What's it like running a digital consultancy in construction?
Watch the episode on YouTube right here!
Starting a business in the Construction Industry is never simple.
The shifting standards, digitalization and cultural fragmentation, are a challenge few fully understand until they’re in it. But luckily, a new generation of digital consultants is taking the leap anyway. Facing the challenges in an industry often lacking in communication and efficiency.
We created a podcast episode, ” What’s it like running a digital consultancy in construction?,” featuring Anas Ayoub, digital construction director and founder of XD House. Join us as we explore the rise of BIM, the complexity of starting a specialist consultancy, and why the future of the industry demands deeper specialization and tighter coordination.
At first glance, BIM might seem like just another technology layer.
Like a digital twin, a model, or a method of data organization.
With BIM, the architects and engineers are no longer just, what their title implies.
They’ve become:
- part-programmers
- part-IT specialists
- part-developers
And that’s a problem!
BIM has matured significantly since the early 2010s.
However, the demands on those using it have exploded. Today’s professionals are expected to juggle technical modeling, data compliance, cloud workflows, coordination, and documentation.
Often in fragmented environments with varying levels of digital maturity.
In the following article, we’ll discuss:
- We need specialization
- Success as a business owner
- Less talk and more structure
Let’s get started!
We need specialization
Through XD House, Anas and his team work across the full construction chain.
All the way from developers to manufacturers, they see disconnects firsthand. Whether it’s a facade model, a fit-out plugin, or a landscaping module, one thing is a fact:
The need for specialization is now.
We can’t wait 50 years for everyone to catch up.
We need tools built for specialization, and we need them right now. This is where BIM shifts from platform to ecosystem. It’s not about one software. It’s about automation and interoperability.
But also about building tailored tools that reduce rework and enable consistency across complex project scopes.
The future isn’t generalist – it’s specialized.
Success as a business owner
Anyone who’s started a business knows the feeling: late nights, conflicting advice, and wearing twelve hats at once.
But in the construction tech space, it’s also about strategy, timing, and managing risk. Anas points out the fact that you need to keep people talking: the passionate founder and the cautious businessman.
One without the other is chaos.
When driving your own business, there’s also the danger of perfectionism.
Many professionals, transitioning from corporate backgrounds, struggle to launch because they want every report, every slide, every tool to be flawless. But if you want everything to be perfect before it’s released—nothing ever gets done.
Progress beats perfection.
Especially in a field where clients care more about results than technical jargon.
In the world of specialist digital consultancy, trust becomes the product.
Whether you’re:
- offering custom dashboards for asset tracking
- aligning data environments
- or managing BIM workflows
Success hinges on clear communication and proven value.
So… how about the future?
Less talk and more structure
Hopefully we’ll have a more evolved industry.

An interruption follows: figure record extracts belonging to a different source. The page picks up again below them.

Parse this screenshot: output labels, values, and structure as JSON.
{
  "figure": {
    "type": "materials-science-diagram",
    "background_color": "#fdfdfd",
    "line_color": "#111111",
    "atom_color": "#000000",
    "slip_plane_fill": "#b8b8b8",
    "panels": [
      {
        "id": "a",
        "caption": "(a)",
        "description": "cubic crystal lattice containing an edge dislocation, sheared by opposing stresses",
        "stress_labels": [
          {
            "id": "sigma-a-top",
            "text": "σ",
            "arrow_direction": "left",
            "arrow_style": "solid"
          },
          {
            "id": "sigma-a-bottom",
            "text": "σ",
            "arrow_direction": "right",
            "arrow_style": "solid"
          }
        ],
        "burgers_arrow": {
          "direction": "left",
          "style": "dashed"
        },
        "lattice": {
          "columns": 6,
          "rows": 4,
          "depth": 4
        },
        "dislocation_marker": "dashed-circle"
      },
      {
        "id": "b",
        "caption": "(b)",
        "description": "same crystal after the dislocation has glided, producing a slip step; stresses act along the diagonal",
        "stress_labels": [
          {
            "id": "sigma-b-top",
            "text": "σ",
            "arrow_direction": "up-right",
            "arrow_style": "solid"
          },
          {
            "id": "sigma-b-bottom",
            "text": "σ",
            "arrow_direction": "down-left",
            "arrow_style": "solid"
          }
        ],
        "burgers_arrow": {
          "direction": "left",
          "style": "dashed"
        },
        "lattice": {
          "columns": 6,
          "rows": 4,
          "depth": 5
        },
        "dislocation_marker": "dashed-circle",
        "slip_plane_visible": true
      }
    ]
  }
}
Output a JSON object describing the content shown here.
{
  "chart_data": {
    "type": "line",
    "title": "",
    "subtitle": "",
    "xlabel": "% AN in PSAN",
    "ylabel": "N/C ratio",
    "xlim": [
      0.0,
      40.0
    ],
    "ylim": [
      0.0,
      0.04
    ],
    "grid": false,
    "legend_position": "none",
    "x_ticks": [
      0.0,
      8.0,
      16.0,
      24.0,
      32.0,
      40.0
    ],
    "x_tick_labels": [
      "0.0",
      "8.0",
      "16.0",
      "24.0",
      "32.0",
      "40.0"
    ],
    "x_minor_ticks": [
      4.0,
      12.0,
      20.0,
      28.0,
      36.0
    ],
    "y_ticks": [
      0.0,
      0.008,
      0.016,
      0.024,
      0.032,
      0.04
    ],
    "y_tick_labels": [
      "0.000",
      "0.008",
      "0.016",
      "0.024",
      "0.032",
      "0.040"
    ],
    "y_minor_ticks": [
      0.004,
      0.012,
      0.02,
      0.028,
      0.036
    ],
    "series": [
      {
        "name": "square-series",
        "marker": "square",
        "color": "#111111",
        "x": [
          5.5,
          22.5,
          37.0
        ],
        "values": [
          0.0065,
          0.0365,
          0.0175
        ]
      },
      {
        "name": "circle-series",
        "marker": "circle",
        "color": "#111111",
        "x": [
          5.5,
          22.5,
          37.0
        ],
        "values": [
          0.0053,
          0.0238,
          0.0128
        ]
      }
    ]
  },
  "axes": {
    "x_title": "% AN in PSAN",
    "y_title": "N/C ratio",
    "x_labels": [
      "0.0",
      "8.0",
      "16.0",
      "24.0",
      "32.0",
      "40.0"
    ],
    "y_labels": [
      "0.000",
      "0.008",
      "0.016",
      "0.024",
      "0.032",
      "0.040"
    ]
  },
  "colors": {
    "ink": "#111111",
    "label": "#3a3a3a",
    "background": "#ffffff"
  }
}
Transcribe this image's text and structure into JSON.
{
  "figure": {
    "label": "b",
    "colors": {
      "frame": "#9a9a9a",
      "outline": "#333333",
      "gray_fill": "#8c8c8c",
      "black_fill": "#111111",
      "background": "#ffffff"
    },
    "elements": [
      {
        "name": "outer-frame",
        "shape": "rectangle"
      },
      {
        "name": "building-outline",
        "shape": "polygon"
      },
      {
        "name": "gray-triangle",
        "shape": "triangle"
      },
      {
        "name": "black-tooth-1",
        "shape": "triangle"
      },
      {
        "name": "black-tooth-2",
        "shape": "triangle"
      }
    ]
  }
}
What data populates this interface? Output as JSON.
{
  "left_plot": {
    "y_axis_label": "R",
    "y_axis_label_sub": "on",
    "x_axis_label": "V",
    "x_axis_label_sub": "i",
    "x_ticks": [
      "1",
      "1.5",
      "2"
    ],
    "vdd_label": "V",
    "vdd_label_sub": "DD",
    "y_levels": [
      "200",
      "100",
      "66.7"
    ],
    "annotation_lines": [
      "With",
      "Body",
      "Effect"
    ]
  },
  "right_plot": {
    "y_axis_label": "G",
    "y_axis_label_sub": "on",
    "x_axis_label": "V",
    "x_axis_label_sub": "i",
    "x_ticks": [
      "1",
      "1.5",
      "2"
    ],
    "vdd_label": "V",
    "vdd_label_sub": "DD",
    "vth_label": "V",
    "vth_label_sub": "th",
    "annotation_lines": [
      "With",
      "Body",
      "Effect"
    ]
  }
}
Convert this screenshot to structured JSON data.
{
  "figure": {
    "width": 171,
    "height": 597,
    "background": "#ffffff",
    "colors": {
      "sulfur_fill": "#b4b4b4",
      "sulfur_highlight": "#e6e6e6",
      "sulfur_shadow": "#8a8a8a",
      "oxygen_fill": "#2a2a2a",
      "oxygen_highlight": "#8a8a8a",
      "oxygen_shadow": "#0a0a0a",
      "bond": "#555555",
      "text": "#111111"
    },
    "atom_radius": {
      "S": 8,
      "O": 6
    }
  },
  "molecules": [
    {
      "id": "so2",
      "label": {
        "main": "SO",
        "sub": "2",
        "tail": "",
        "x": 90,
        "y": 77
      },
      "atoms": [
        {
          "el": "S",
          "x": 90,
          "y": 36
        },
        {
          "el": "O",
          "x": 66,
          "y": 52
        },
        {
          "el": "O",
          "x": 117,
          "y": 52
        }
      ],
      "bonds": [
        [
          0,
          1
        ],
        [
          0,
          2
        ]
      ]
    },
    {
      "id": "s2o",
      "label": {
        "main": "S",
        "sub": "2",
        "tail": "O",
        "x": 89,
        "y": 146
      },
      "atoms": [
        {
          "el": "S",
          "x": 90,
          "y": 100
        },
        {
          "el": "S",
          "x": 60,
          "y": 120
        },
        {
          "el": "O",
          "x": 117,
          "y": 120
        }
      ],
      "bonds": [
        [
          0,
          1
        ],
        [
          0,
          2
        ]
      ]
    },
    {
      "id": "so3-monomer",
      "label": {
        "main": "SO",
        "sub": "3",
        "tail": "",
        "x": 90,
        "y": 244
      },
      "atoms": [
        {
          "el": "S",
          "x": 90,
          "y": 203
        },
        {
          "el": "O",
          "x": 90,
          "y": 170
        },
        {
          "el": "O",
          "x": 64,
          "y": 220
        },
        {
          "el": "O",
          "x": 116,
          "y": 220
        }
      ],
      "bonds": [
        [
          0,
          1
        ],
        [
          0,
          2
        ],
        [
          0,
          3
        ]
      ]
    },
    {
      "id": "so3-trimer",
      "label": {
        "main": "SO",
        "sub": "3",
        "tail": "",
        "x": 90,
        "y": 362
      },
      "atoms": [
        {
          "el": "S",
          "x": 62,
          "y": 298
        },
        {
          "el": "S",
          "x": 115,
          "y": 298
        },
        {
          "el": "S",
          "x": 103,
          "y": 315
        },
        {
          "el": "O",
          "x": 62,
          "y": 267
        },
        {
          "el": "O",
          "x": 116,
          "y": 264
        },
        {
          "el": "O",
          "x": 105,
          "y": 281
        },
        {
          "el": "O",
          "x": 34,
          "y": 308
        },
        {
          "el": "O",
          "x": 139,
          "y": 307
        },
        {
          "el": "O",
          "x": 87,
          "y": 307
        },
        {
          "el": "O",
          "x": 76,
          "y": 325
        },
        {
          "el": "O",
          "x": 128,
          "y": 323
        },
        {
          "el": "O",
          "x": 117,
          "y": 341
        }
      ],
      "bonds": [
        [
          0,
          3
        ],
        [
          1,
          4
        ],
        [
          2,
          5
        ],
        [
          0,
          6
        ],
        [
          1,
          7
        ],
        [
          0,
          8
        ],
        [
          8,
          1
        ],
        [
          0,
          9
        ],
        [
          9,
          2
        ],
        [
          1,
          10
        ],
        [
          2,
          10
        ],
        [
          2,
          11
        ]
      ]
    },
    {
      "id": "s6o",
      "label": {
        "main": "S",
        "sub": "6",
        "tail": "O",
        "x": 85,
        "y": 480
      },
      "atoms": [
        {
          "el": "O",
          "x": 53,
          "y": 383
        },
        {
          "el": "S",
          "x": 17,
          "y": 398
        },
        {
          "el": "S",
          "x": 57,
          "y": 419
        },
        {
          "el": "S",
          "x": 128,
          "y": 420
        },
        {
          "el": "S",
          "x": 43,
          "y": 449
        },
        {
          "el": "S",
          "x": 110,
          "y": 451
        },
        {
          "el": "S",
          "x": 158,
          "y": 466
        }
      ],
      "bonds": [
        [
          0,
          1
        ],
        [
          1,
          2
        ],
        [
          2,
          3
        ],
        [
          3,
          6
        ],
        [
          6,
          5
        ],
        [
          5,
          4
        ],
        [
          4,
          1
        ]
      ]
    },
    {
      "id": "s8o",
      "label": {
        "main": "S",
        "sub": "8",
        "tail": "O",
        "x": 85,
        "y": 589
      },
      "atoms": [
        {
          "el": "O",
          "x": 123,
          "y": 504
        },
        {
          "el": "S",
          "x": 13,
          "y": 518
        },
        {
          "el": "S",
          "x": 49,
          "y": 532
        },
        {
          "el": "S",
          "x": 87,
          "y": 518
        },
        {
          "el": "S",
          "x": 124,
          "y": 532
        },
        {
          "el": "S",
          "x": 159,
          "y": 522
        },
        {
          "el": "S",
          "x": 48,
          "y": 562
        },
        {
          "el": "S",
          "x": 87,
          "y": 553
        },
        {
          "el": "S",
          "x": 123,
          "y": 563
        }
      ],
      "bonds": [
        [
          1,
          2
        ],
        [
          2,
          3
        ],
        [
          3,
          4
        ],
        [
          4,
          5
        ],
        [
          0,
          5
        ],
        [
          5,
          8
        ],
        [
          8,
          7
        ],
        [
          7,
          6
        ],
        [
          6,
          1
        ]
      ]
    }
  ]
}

With more professionals understanding BIM. And with sharper conversations about digitalization and sustainability. In 2030, Anas believes we´ve gone from hunters to data gatherers. But we need organization to make this happen.
The real challenge isn’t data generation.
It’s data relevance, it’s coordination, and it’s making sure that the landscape architect, the facade consultant, and the fit-out team aren’t working in silos with conflicting standards and expectations. However, the solution isn’t just upskilling.
It’s rethinking, how we deliver:
- dashboards and visualizations that empower clients to make real-time decisions
- automation that bridges gaps between teams
- specialized tools tailored to each discipline
By 2030, Anas envisions an industry that looks very different.
It’s decentralized. But it’s also API-driven with a growing ecosystem of small, agile, specialists replacing monolithic software providers.
We need to ask ourselves: Are we becoming more efficient?
Because tools alone won’t answer these questions. We need clarity. We need focus. And above all: we need to structure the way we collaborate.
The future of BIM and construction isn’t about having the best tech.
It’s about who manages to use it to truly connect.